Hakim Saheb emerged as a role model for deep humanism, scientific enquiry, broad-mindedness and tolerance. Chapter three encompasses his professional and academic achievement by establishing Hamdard Dawakhana and his outpatient department. He established himself as the most prominent hakim of the time (Hukama e-Hakeem) by giving healing touch to innumerable patients. He launched a journal Hamdard Sehat in 1931 which produced monumental researches of some dreaded diseases and their remedies. He has been credited for revising the magnum opus Al Qanun Fi al- Tib by Abu Ali Sina in five volumes and has been instrumental in getting it translated into various prominent languages of the world. He will always be remembered for compiling glossaries and terminologies of Unani Medicine as sixth volume of Al Qanun Fi al- Tib.

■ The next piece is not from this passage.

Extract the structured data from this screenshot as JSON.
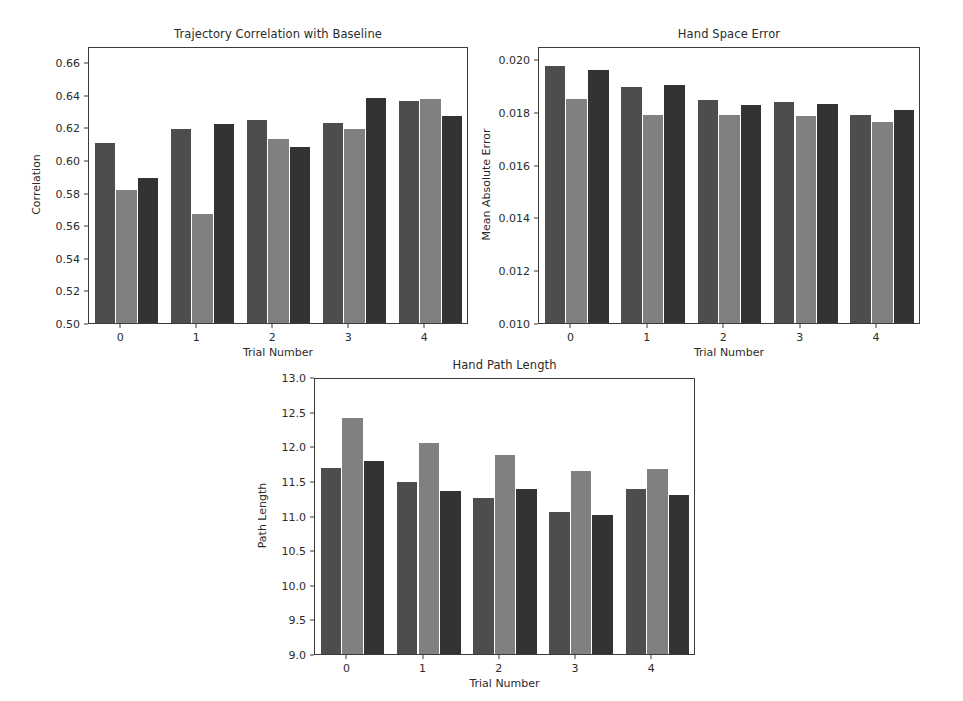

Chapter fourth presents a vivid account of expanding horizon of Hamdard University, Hamdard Foundation, Hamdard Education Society, Ghalib Academy and India Islamic Culture Centre, etc. and its overall impact in making oriental and occidental knowledge at one roof. Chapter fifth establishes him as the successor of Hakim Ajmal Khan by undertaking inventiveness and innovativeness of Unani medicine. Chapters sixth and seventh have been an appraisal of plethora of literature accumulated by Dr. Khawar Hashmi and Dr. Abid Raza Bedar and termed by the author as Hameedi Literature.
The book establishes Hakim Saheb as a role model for leaders of change in post-independent India. Hakim Saheb is no more, but, after 15 years of his death, people of the contemporary India are bound to term him as ‘a master builder’, ‘a visionary par excellence’, ‘a healing power’, ‘a man ahead of his time’, ‘pulse of the nation’, ‘great patriot’, ‘a titan’ and no less a ‘mahatma’.
The author of the book, Dr. Ziauddin, an emerging young scholar of Islam and Muslim issues in the subcontinent, is to be commended for his singular devotion in bringing forth the biographical account of a great personality of post-independent India, Hakim Abdul Hameed. He has been very objective in his assessment as he doesn’t seem to be swayed by sentimental and demagogic account of his personality. His work carries great reference value as he has not only identified the basic sources, but provided a handy bibliographic round up of Hakim Abdul Hameed so that the future researchers may throw innovative shades and offer novel narrations. Thus the author has indebted the readers by his forceful articulations and empirical evidences in portraying Hakim Abdul Hameed really as one of the architects of post-independent India.